The city’s service-oriented economy banners the world-famous Johns Hopkins Hospital and the Johns Hopkins University, the city’s top taxpayers. A big chunk of the city’s workforce is into STEM (science, technology, engineering and math) because they pay much more than those in other fields. 

What got me even more interested was when I learned from our tour guide that the city had very famous residents—my favorite poet Edgar Allan Poe, singer Billie Holiday, and baseball legend Babe Ruth had their homes in the city.  Even Francis Scott Key, who wrote the American National Anthem, “The Star-Spangled Banner,” was a resident of the city. 

The author poses beside the biggest and most luminous Faberge egg displayed at the Visionary Arts Museum

One of the places I found very interesting in our tour was the American Visionary Arts Museum, which labels itself as “an original and unabashedly idealistic art exhibition that champions the radiant and transformative power of hope.”  I was amazed at the creativity and sense of humor of the approximately 25 visionary artists, most of whom are survivors of personal tragedies.  Every piece of art on display was awesome.

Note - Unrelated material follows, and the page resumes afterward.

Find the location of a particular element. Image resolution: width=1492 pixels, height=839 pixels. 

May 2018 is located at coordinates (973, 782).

We had very limited time for this Baltimore visit as we had to go back to an important family gathering the following day.  So, after 36 hours in Baltimore, we were on the road, for the easy drive back to our family home in New Jersey.  

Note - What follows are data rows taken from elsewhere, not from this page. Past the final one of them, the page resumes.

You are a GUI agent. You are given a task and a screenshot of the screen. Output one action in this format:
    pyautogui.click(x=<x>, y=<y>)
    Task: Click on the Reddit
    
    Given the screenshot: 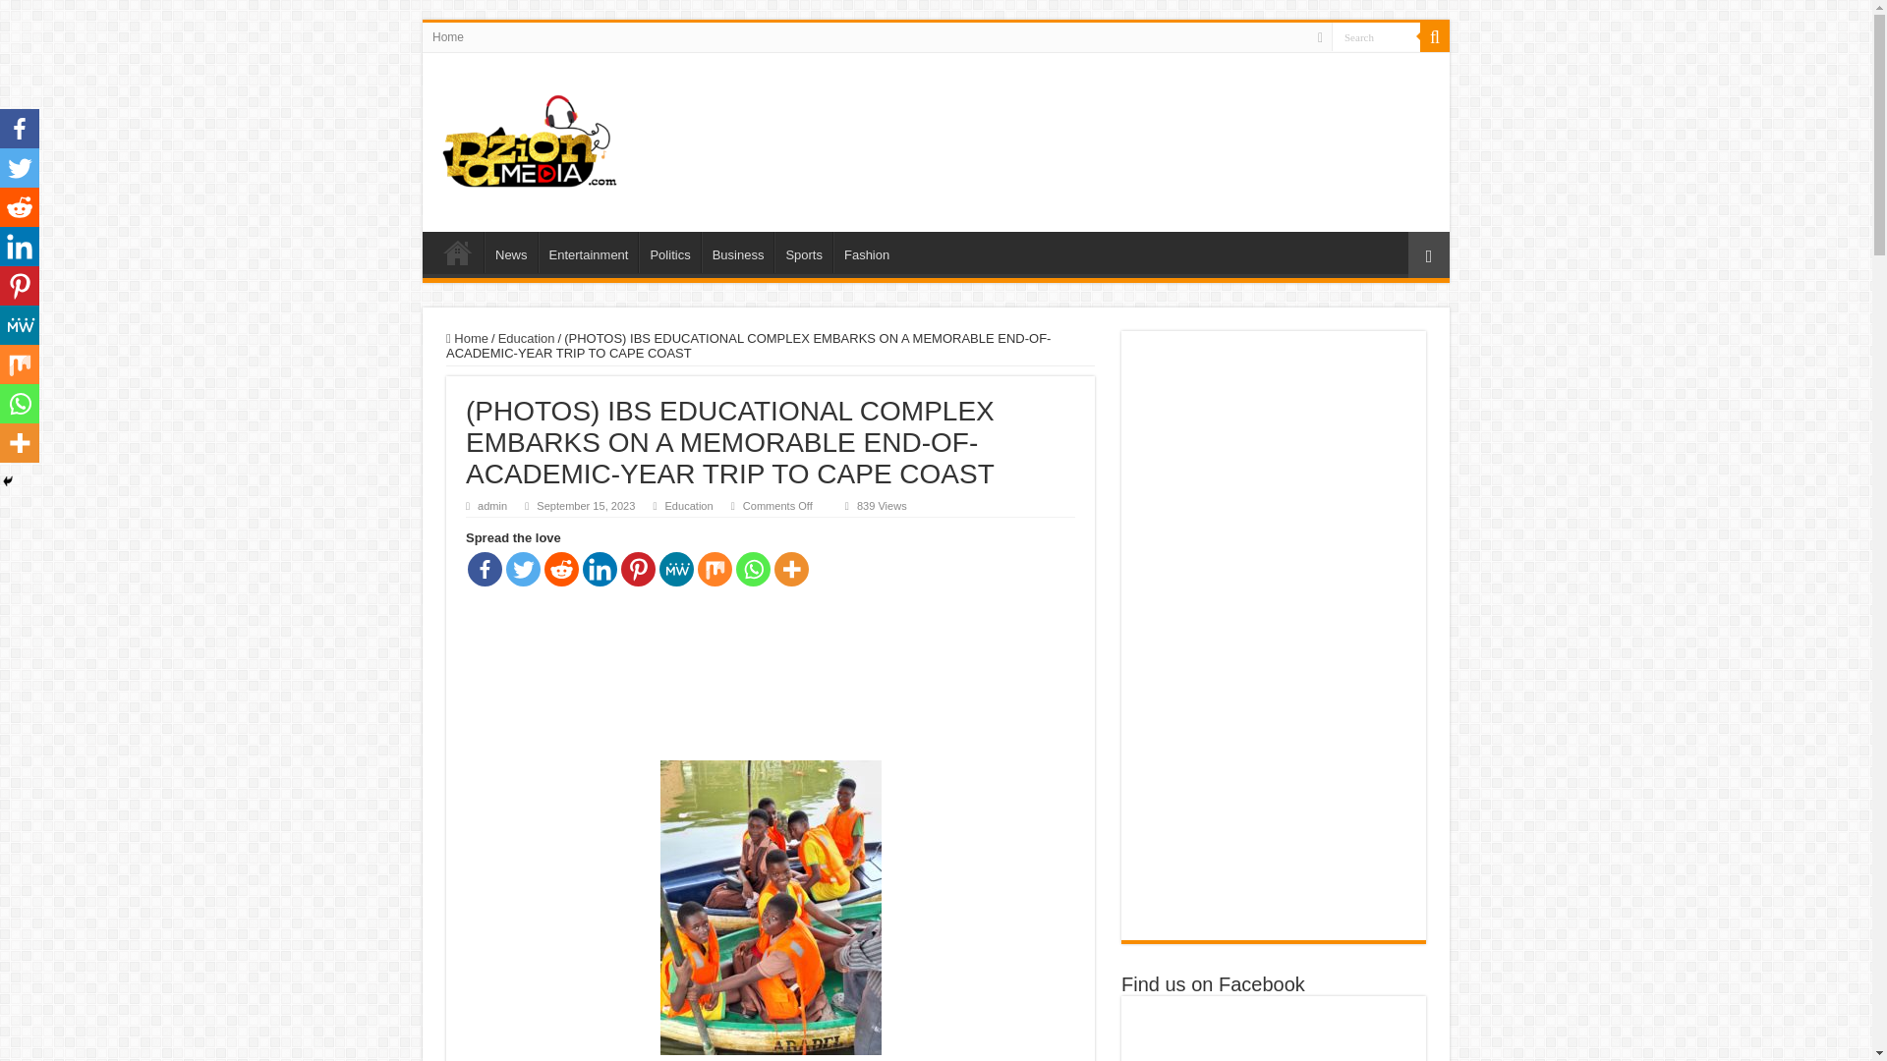 What is the action you would take?
    pyautogui.click(x=562, y=569)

It must have been the large dose of US history that was heaped upon us by our tour guide, because I found myself singing on the way home, “Oh, say can you see, by the dawn’s early light, what so proudly we hailed, at the twilight’s last gleaming…”

For feedback, I’m at 

bobzozobrado@gmail.com

YOUR FRIDAY CHUCKLE

A man goes down on his knees and proposes to a woman, “Marry me and make me the happiest man in the world.”  Looking bewildered, the woman asks, “You want both?”